| Jeff Wood - CMPS161 - Final Project - Stencil Shadow Volumes|

This is the short walkthrough of my CMPS161 Final Project (Shadows).


This program produces Stencil Shadow Volumes using OpenGL's stencil buffer. While it is a bit more complicated than this, here is the general idea:
- Draw the scene, with objects, using only a basic ambient light.
- Draw the shadow volumes into the stencil buffer (the hard part)
- Draw the scene, with objects, where the stencil test fails (also somewhat tricky, depending upon how comfortable you are with OpenGL and the stencil buffer in particular).

What is a Shadow Volume?

- A shadow volume is just the area (volume) that is being blocked from a light source by the shadow casting object (for example, the light grey area below):



How do you make shadows, using shadow volumes?

1) Once you have the basics down, you need to figure out which polygons (triangles) are facing the light source. I used triangles simply to guarantee that no side of an object (no polygon) exists on more than 1 plane (ie: to keep the object faces planar). After that is done, you can simply plug in the position of the light into that face's plane equation to see if the current face is in view of the light.

2) Rendering of the shadows takes two steps, one to project the shadow and one to hide the shadow volume. This simply comes down to incrementing the stencil buffer whenever the depth test passes on the front faces (to project the shadow) and decrementing it (to hide the volume) whenever the depth test passes on the backfaces.
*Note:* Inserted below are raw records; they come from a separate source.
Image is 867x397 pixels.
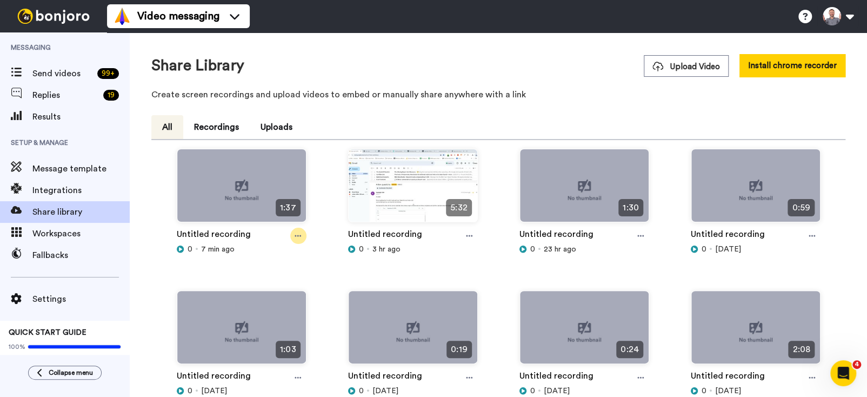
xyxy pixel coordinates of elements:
span: 0 [530,386,535,396]
button: Collapse menu [28,366,102,380]
span: Upload Video [653,61,720,72]
div: [DATE] [348,386,478,396]
button: Upload Video [644,55,729,77]
span: 0 [359,386,364,396]
span: 0 [530,244,535,255]
a: Untitled recording [177,228,251,244]
div: 23 hr ago [520,244,649,255]
span: Message template [32,162,130,175]
span: Share library [32,205,130,218]
a: Untitled recording [177,369,251,386]
span: 1:03 [276,341,300,358]
span: Collapse menu [49,368,93,377]
button: All [151,115,183,139]
span: Fallbacks [32,249,130,262]
button: Uploads [250,115,303,139]
span: 0 [188,386,192,396]
span: 0 [702,244,707,255]
img: no-thumbnail.jpg [520,149,649,231]
p: Create screen recordings and upload videos to embed or manually share anywhere with a link [151,88,846,101]
img: no-thumbnail.jpg [692,291,820,373]
div: [DATE] [520,386,649,396]
span: 1:37 [276,199,300,216]
span: 0:19 [447,341,471,358]
a: Untitled recording [348,369,422,386]
a: Untitled recording [520,228,594,244]
div: [DATE] [177,386,307,396]
span: Video messaging [137,9,220,24]
span: Replies [32,89,99,102]
span: Workspaces [32,227,130,240]
a: Untitled recording [691,228,765,244]
img: no-thumbnail.jpg [349,291,477,373]
img: 94aa85a3-293d-4457-a3fb-75f443505896_thumbnail_source_1758632508.jpg [349,149,477,231]
img: vm-color.svg [114,8,131,25]
span: 0 [188,244,192,255]
span: 1:30 [619,199,643,216]
a: Untitled recording [348,228,422,244]
img: no-thumbnail.jpg [177,291,306,373]
span: Send videos [32,67,93,80]
div: 19 [103,90,119,101]
span: 0:59 [788,199,814,216]
span: 0 [359,244,364,255]
img: bj-logo-header-white.svg [13,9,94,24]
div: [DATE] [691,386,821,396]
h1: Share Library [151,57,244,74]
span: 5:32 [446,199,471,216]
button: Install chrome recorder [740,54,846,77]
a: Untitled recording [520,369,594,386]
span: Results [32,110,130,123]
img: no-thumbnail.jpg [177,149,306,231]
span: 2:08 [788,341,814,358]
span: QUICK START GUIDE [9,329,87,336]
span: Settings [32,293,130,305]
div: 99 + [97,68,119,79]
span: 100% [9,342,25,351]
button: Recordings [183,115,250,139]
span: 0 [702,386,707,396]
a: Untitled recording [691,369,765,386]
span: 0:24 [616,341,643,358]
img: no-thumbnail.jpg [692,149,820,231]
div: 7 min ago [177,244,307,255]
div: [DATE] [691,244,821,255]
span: 4 [853,360,861,369]
iframe: Intercom live chat [831,360,856,386]
div: 3 hr ago [348,244,478,255]
span: Integrations [32,184,130,197]
img: no-thumbnail.jpg [520,291,649,373]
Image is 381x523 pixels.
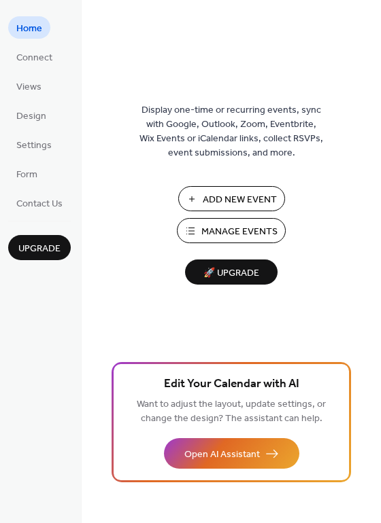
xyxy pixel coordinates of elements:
[8,192,71,214] a: Contact Us
[18,242,60,256] span: Upgrade
[203,193,277,207] span: Add New Event
[8,133,60,156] a: Settings
[8,16,50,39] a: Home
[164,375,299,394] span: Edit Your Calendar with AI
[16,109,46,124] span: Design
[201,225,277,239] span: Manage Events
[177,218,285,243] button: Manage Events
[16,80,41,94] span: Views
[8,75,50,97] a: Views
[8,46,60,68] a: Connect
[164,438,299,469] button: Open AI Assistant
[137,396,326,428] span: Want to adjust the layout, update settings, or change the design? The assistant can help.
[8,235,71,260] button: Upgrade
[16,197,63,211] span: Contact Us
[184,448,260,462] span: Open AI Assistant
[8,104,54,126] a: Design
[193,264,269,283] span: 🚀 Upgrade
[16,139,52,153] span: Settings
[16,22,42,36] span: Home
[8,162,46,185] a: Form
[185,260,277,285] button: 🚀 Upgrade
[16,51,52,65] span: Connect
[16,168,37,182] span: Form
[139,103,323,160] span: Display one-time or recurring events, sync with Google, Outlook, Zoom, Eventbrite, Wix Events or ...
[178,186,285,211] button: Add New Event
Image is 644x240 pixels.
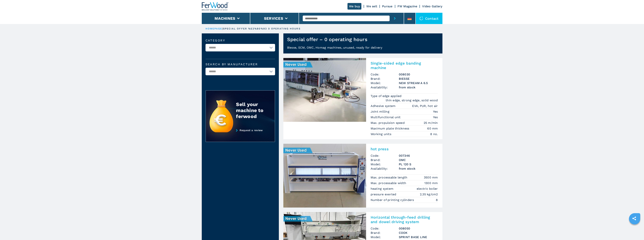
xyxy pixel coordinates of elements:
font: Model: [371,235,381,239]
font: Brand: [371,77,380,80]
a: sharethis [629,214,639,223]
font: Single-sided edge banding machine [371,61,421,70]
font: Yes [433,115,438,119]
font: 007346 [399,154,410,157]
font: PL 120 S [399,162,411,166]
font: 25 m/min [423,121,438,124]
font: pressure exerted [371,193,396,196]
img: Hot press OMC PL 120 S [283,144,366,208]
font: Joint milling [371,110,389,113]
font: Working units [371,132,391,136]
a: Video Gallery [422,5,442,8]
a: Hot press OMC PL 120 Shot pressCode:007346Brand:OMCModel:PL 120 SAvailability:from stockMax. proc... [283,144,442,208]
font: COOK [399,231,408,235]
button: Services [264,16,283,21]
font: Availability: [371,167,387,170]
font: Type of edge applied [371,94,401,98]
img: Single-sided edge banding machine BIESSE NEW STREAM A 6.5 [283,58,366,122]
font: NEW STREAM A 6.5 [399,81,428,85]
iframe: Chat [628,223,641,237]
font: BIESSE [399,77,409,80]
font: hot press [371,147,388,151]
font: Max. processable width [371,181,406,185]
font: special offer %E2%80%93 0 operating hours [223,27,300,30]
font: Number of printing cylinders [371,198,414,202]
font: from stock [399,86,415,89]
font: Availability: [371,86,387,89]
font: 60 mm [427,127,438,130]
font: Model: [371,162,381,166]
font: 8 [436,198,438,202]
font: Search by manufacturer [206,63,258,66]
font: SPRINT BASE LINE [399,235,427,239]
font: Code: [371,73,379,76]
font: Biesse, SCM, OMC, Homag machines, unused, ready for delivery [287,46,382,49]
font: Code: [371,154,379,157]
font: Adhesive system [371,104,395,108]
font: OMC [399,158,406,162]
font: 3500 mm [424,176,438,179]
font: We buy [349,5,360,8]
font: Max. processable length [371,176,407,179]
font: Brand: [371,158,380,162]
font: 1300 mm [424,181,438,185]
a: HOMEPAGE [206,27,222,30]
font: Model: [371,81,381,85]
font: 008030 [399,73,410,76]
font: heating system [371,187,393,190]
font: Maximum plate thickness [371,127,409,130]
font: EVA, PUR, hot air [412,104,438,108]
button: submit button [390,13,400,24]
font: Brand: [371,231,380,235]
font: Multifunctional unit [371,115,401,119]
font: Code: [371,227,379,230]
font: 8 no. [430,132,438,136]
button: machines [214,16,235,21]
font: contact [425,16,438,21]
img: contact [420,16,423,20]
img: Ferwood [202,2,229,11]
font: thin edge, strong edge, solid wood [385,98,438,102]
font: Special offer – 0 operating hours [287,37,367,42]
font: | [222,27,223,30]
a: We buy [347,3,361,10]
font: 2.35 kg/cm2 [420,193,438,196]
font: category [206,39,225,42]
font: Sell ​​your machine to ferwood [236,101,263,119]
a: Single-sided edge banding machine BIESSE NEW STREAM A 6.5Single-sided edge banding machineCode:00... [283,58,442,139]
font: Yes [433,110,438,113]
a: Request a review [206,129,275,142]
font: electric boiler [417,187,438,190]
font: Horizontal through-feed drilling and dowel driving system [371,215,430,224]
font: Max. propulsion speed [371,121,404,124]
a: Pursue [382,5,393,8]
font: from stock [399,167,415,170]
a: FW Magazine [397,5,417,8]
a: We sell [366,5,377,8]
font: Request a review [240,129,262,132]
font: 008050 [399,227,410,230]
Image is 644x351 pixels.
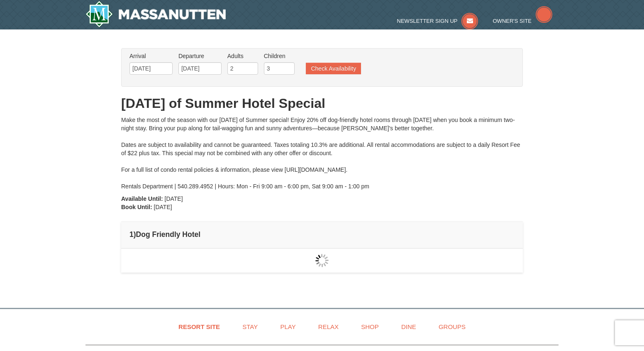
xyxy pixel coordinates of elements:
[493,18,553,24] a: Owner's Site
[308,317,349,336] a: Relax
[397,18,478,24] a: Newsletter Sign Up
[130,52,172,60] label: Arrival
[86,1,226,27] img: Massanutten Resort Logo
[315,254,329,267] img: wait gif
[264,52,295,60] label: Children
[121,204,153,211] strong: Book Until:
[428,317,475,336] a: Groups
[391,317,427,336] a: Dine
[168,317,230,336] a: Resort Site
[121,116,523,190] div: Make the most of the season with our [DATE] of Summer special! Enjoy 20% off dog-friendly hotel r...
[270,317,306,336] a: Play
[130,230,514,239] h4: 1 Dog Friendly Hotel
[397,18,458,24] span: Newsletter Sign Up
[351,317,389,336] a: Shop
[121,195,163,202] strong: Available Until:
[121,95,523,112] h1: [DATE] of Summer Hotel Special
[154,204,172,211] span: [DATE]
[227,52,258,60] label: Adults
[86,1,226,27] a: Massanutten Resort
[493,18,532,24] span: Owner's Site
[134,230,136,239] span: )
[306,63,361,74] button: Check Availability
[232,317,268,336] a: Stay
[179,52,221,60] label: Departure
[165,195,183,202] span: [DATE]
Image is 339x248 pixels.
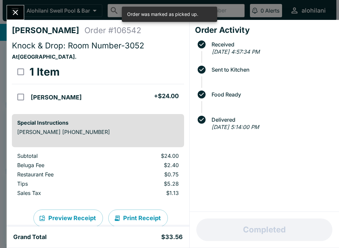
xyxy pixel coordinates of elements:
p: Subtotal [17,152,104,159]
p: $1.13 [114,190,179,196]
p: $5.28 [114,180,179,187]
span: Food Ready [208,91,334,97]
h5: + $24.00 [154,92,179,100]
div: Order was marked as picked up. [127,9,199,20]
p: Beluga Fee [17,162,104,168]
span: Knock & Drop: Room Number-3052 [12,41,145,50]
p: Sales Tax [17,190,104,196]
p: $2.40 [114,162,179,168]
span: Received [208,41,334,47]
h6: Special Instructions [17,119,179,126]
table: orders table [12,152,184,199]
p: $24.00 [114,152,179,159]
button: Close [7,5,24,20]
h5: Grand Total [13,233,47,241]
span: Sent to Kitchen [208,67,334,73]
h4: Order Activity [195,25,334,35]
h4: [PERSON_NAME] [12,26,85,35]
p: Tips [17,180,104,187]
h5: $33.56 [161,233,183,241]
strong: At [GEOGRAPHIC_DATA] . [12,53,77,60]
span: Delivered [208,117,334,123]
h3: 1 Item [30,65,60,79]
button: Preview Receipt [33,209,103,227]
p: Restaurant Fee [17,171,104,178]
em: [DATE] 5:14:00 PM [212,124,259,130]
button: Print Receipt [108,209,168,227]
h5: [PERSON_NAME] [31,93,82,101]
p: [PERSON_NAME] [PHONE_NUMBER] [17,129,179,135]
em: [DATE] 4:57:34 PM [212,48,260,55]
p: $0.75 [114,171,179,178]
h4: Order # 106542 [85,26,142,35]
table: orders table [12,60,184,109]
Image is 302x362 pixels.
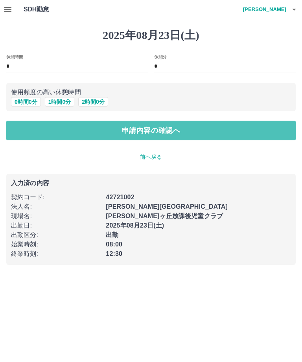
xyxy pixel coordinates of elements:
[11,180,291,186] p: 入力済の内容
[6,121,296,140] button: 申請内容の確認へ
[6,54,23,60] label: 休憩時間
[11,231,101,240] p: 出勤区分 :
[106,232,118,238] b: 出勤
[78,97,108,107] button: 2時間0分
[11,221,101,231] p: 出勤日 :
[11,193,101,202] p: 契約コード :
[106,194,134,201] b: 42721002
[106,203,228,210] b: [PERSON_NAME][GEOGRAPHIC_DATA]
[6,29,296,42] h1: 2025年08月23日(土)
[106,222,164,229] b: 2025年08月23日(土)
[11,240,101,249] p: 始業時刻 :
[106,251,122,257] b: 12:30
[11,97,41,107] button: 0時間0分
[11,88,291,97] p: 使用頻度の高い休憩時間
[154,54,167,60] label: 休憩分
[6,153,296,161] p: 前へ戻る
[106,213,223,219] b: [PERSON_NAME]ヶ丘放課後児童クラブ
[45,97,75,107] button: 1時間0分
[11,249,101,259] p: 終業時刻 :
[11,202,101,212] p: 法人名 :
[106,241,122,248] b: 08:00
[11,212,101,221] p: 現場名 :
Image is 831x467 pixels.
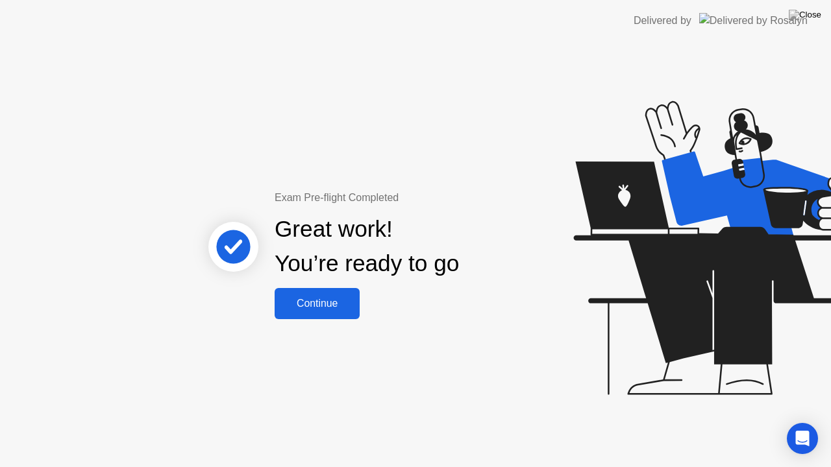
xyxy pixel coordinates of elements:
div: Great work! You’re ready to go [275,212,459,281]
div: Exam Pre-flight Completed [275,190,543,206]
button: Continue [275,288,360,319]
img: Delivered by Rosalyn [699,13,808,28]
div: Open Intercom Messenger [787,423,818,454]
div: Continue [279,298,356,310]
div: Delivered by [634,13,691,29]
img: Close [789,10,821,20]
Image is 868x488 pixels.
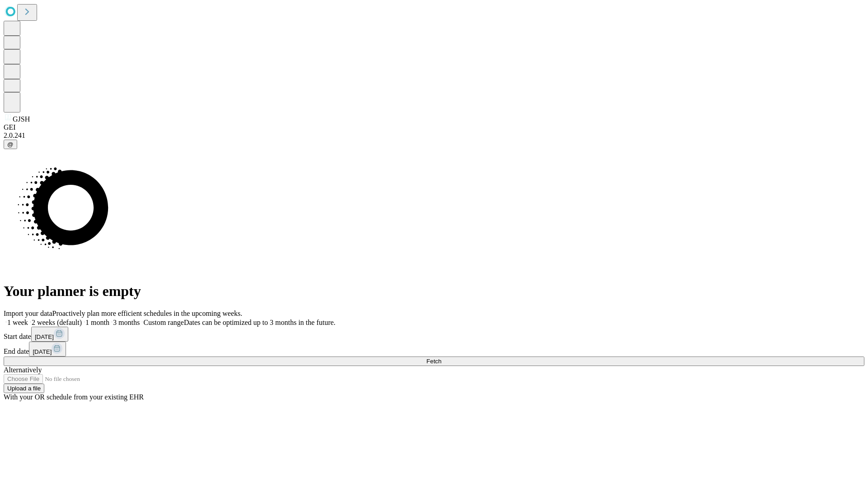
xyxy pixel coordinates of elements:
div: GEI [3,123,864,131]
div: End date [3,342,864,357]
button: [DATE] [31,327,68,342]
div: 2.0.241 [3,131,864,139]
span: Custom range [143,319,183,327]
span: Dates can be optimized up to 3 months in the future. [184,319,336,327]
span: 2 weeks (default) [32,319,82,327]
span: 3 months [113,319,139,327]
button: Fetch [3,357,864,366]
span: Proactively plan more efficient schedules in the upcoming weeks. [53,310,242,318]
span: [DATE] [32,349,52,355]
span: Alternatively [3,366,41,374]
span: Fetch [426,358,441,365]
h1: Your planner is empty [3,283,864,300]
button: Upload a file [3,384,45,393]
button: [DATE] [29,342,66,357]
button: @ [3,139,17,149]
div: Start date [3,327,864,342]
span: With your OR schedule from your existing EHR [3,393,143,401]
span: 1 week [7,319,28,327]
span: 1 month [85,319,109,327]
span: @ [7,141,14,148]
span: Import your data [3,310,53,318]
span: GJSH [13,115,30,123]
span: [DATE] [35,334,53,340]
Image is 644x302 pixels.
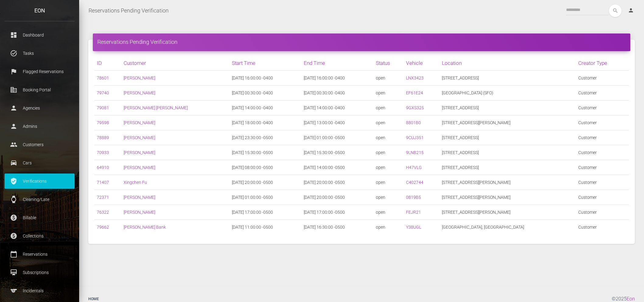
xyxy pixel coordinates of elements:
a: flag Flagged Reservations [5,64,75,79]
a: card_membership Subscriptions [5,265,75,280]
td: [GEOGRAPHIC_DATA] (SFO) [440,86,576,100]
td: open [374,100,404,115]
td: [STREET_ADDRESS] [440,145,576,160]
td: Customer [576,71,629,86]
td: open [374,205,404,220]
td: [DATE] 20:00:00 -0500 [301,190,374,205]
a: watch Cleaning/Late [5,192,75,207]
p: Collections [9,231,70,240]
td: [DATE] 00:30:00 -0400 [301,86,374,100]
td: [DATE] 08:00:00 -0500 [230,160,302,175]
td: [DATE] 20:00:00 -0500 [301,175,374,190]
td: [DATE] 01:00:00 -0500 [301,130,374,145]
td: open [374,160,404,175]
td: [DATE] 20:00:00 -0500 [230,175,302,190]
a: [PERSON_NAME] [124,121,155,125]
a: 79662 [97,225,109,230]
a: dashboard Dashboard [5,28,75,43]
a: EF61E24 [406,90,423,96]
a: 9LNB215 [406,150,423,155]
p: Flagged Reservations [9,67,70,76]
a: Xingchen Fu [124,180,147,185]
a: [PERSON_NAME] [PERSON_NAME] [124,105,188,110]
a: paid Collections [5,229,75,244]
a: 78889 [97,135,109,140]
th: Customer [121,56,230,71]
td: [STREET_ADDRESS] [440,130,576,145]
a: drive_eta Cars [5,155,75,170]
th: ID [94,56,121,71]
td: [STREET_ADDRESS][PERSON_NAME] [440,190,576,205]
td: Customer [576,160,629,175]
a: verified_user Verifications [5,174,75,189]
td: Customer [576,175,629,190]
td: open [374,220,404,235]
p: Dashboard [9,31,70,39]
td: [DATE] 15:30:00 -0500 [301,145,374,160]
a: 79740 [97,90,109,96]
a: people Customers [5,137,75,153]
p: Billable [9,214,70,222]
a: calendar_today Reservations [5,247,75,262]
td: [DATE] 17:00:00 -0500 [230,205,302,220]
p: Reservations [9,250,70,259]
a: 64910 [97,165,109,170]
td: open [374,175,404,190]
th: End Time [301,56,374,71]
a: 78601 [97,75,109,81]
td: [STREET_ADDRESS][PERSON_NAME] [440,115,576,130]
p: Customers [9,140,70,149]
a: 9CUJ351 [406,135,423,140]
a: [PERSON_NAME] [124,90,155,96]
p: Cleaning/Late [9,195,70,204]
a: corporate_fare Booking Portal [5,83,75,98]
td: [DATE] 01:00:00 -0500 [230,190,302,205]
td: [DATE] 14:00:00 -0400 [301,100,374,115]
p: Admins [9,122,70,131]
td: [DATE] 16:30:00 -0500 [301,220,374,235]
a: C402744 [406,180,423,185]
th: Vehicle [404,56,440,71]
td: [STREET_ADDRESS][PERSON_NAME] [440,205,576,220]
td: [DATE] 16:00:00 -0400 [301,71,374,86]
a: [PERSON_NAME] [124,210,155,215]
td: [STREET_ADDRESS][PERSON_NAME] [440,175,576,190]
a: [PERSON_NAME] [124,165,155,170]
a: 71407 [97,180,109,185]
td: [DATE] 17:00:00 -0500 [301,205,374,220]
p: Verifications [9,177,70,186]
p: Tasks [9,48,70,58]
td: [STREET_ADDRESS] [440,160,576,175]
td: open [374,130,404,145]
p: Cars [9,159,70,168]
a: 76322 [97,210,109,215]
th: Location [440,56,576,71]
td: [DATE] 11:00:00 -0500 [230,220,302,235]
th: Start Time [230,56,302,71]
td: [DATE] 14:00:00 -0400 [230,100,302,115]
a: Reservations Pending Verification [88,3,169,18]
a: [PERSON_NAME] [124,150,155,155]
td: Customer [576,100,629,115]
td: [DATE] 13:00:00 -0400 [301,115,374,130]
a: FEJR21 [406,210,421,215]
a: paid Billable [5,210,75,225]
td: [STREET_ADDRESS] [440,71,576,86]
td: open [374,145,404,160]
a: Eon [627,296,635,302]
a: sports Incidentals [5,283,75,299]
a: [PERSON_NAME] [124,195,155,200]
a: 9GXS325 [406,105,424,110]
td: Customer [576,190,629,205]
a: 79598 [97,121,109,125]
h4: Reservations Pending Verification [98,38,626,46]
td: Customer [576,86,629,100]
td: Customer [576,205,629,220]
td: Customer [576,115,629,130]
td: [DATE] 23:30:00 -0500 [230,130,302,145]
a: 72371 [97,195,109,200]
td: open [374,115,404,130]
p: Incidentals [9,286,70,295]
a: 79081 [97,105,109,110]
th: Status [374,56,404,71]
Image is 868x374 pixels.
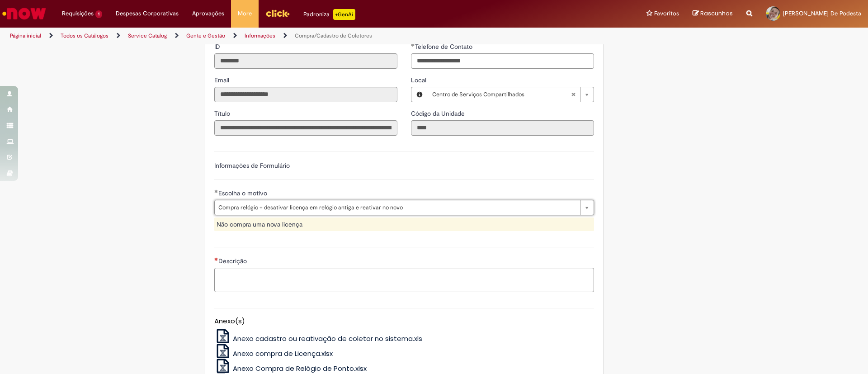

This sets the stencil buffer to a non zero value where the shadow volume intersects a surface (see below).



3) To actually draw the shadows you need to see which faces are actually casting the shadow (the faces who's shadows would create a silhouette). To do this you just need to check each neighboring face, and if the neighboring face is not visible then the current edge should cast a shadow.

4) Once you have an edge that should cast a shadow, you project the two points of the edge backward some distance to get the projected edge points, and just draw a GL_QUAD using the two points of the edge and the two projected points.

5) Now that you've read the over-simplification of casting a shadow, all you need to do is draw one dark rectangle over the entire scene. Since it will only draw where the stencil buffer says to it will only render the shadows where you flagged them in the stencil buffer... creating a shadow.


Screenshots

This is the graphical user interface for the program. It is pretty straight forward, the left engraved panel controls the first object and the right engraved panel controls the second object. You can move both objects around, as well as change their rotation speed to add some animation. The 'Show Shadow' check boxes allow you to turn on/off the shadows for each object, and the 'Hide Volume' check boxes allow you to toggle on/off the stenciling out of the shadow volumes. The Light panel controls the light's position, and the Density slider controls the shadow's alpha value (brightness/darkness). The Save PPMs button is for creating a series of .ppm files to use in making an mpeg.

(the screenshots and video clips are actually somewhat poor quality, the actuall running program looks much cleaner)


This is what you see when you first run the program, a yellow sphere (the light), and two cubes casting shadows on the rest of the room, and the room is simply a cube, with a cylinder resting on the lower left side (to show shadows on a unique surface):


You can toggle on/off the stenciling out of the shadow volumes:





You can move objects around, such as the light to see shadows being cast on other objects (and even on the shadow casting objects themselves):


You can also load in a different model (the only other model that works, at the moment, is the converted NeHe model of a 3D cross ... but it should be able to load all .coor/.poly files if the poly file has been converted to represent triangles instead of arbitrarily sized polygons):


And add some rotation/translation for flavor:


Videos

Using the cube model, shows the shadow volumes with the rotating cubes:
Cubes1.mpg - 10 Sec (1.4Mb)

Using the cube model, shows the shadow volumes being toggled and the shadow alpha being changed:
Cubes2.mpg - 5 Sec (695Kb)

Using the NeHe 3D Cross model, a bit of everything. Moving the light source around (stuttery due to the slider controls for the light), toggling the volumes, toggling the shadows, and changing the density:
3dcross.mpg - 20 Sec (2.8Mb)

Using the NeHe 3D Cross model, the same as above except a quicker/smaller clip:
3dcross2.mpg - 5 Sec (1.9Mb)

Credits

nVidia's Developer Site on Shadows - For help with concepts, ideas, implementation ... everything. Great reference site.

Gamasutra - For help with concepts and algorithms for basic shadow volumes. The first two images on this page (the ones helping to explain shadow volumes) are from here.

NeHe Productions - For help with implementation and algorithms. The source of the original 3dcross model (it just works great for showing shadows).

Paul's Projects - Simply an intro to shadow volumes, at least for me it was. Not too usefull since i didn't want to use any extensions, but it was a good starting point.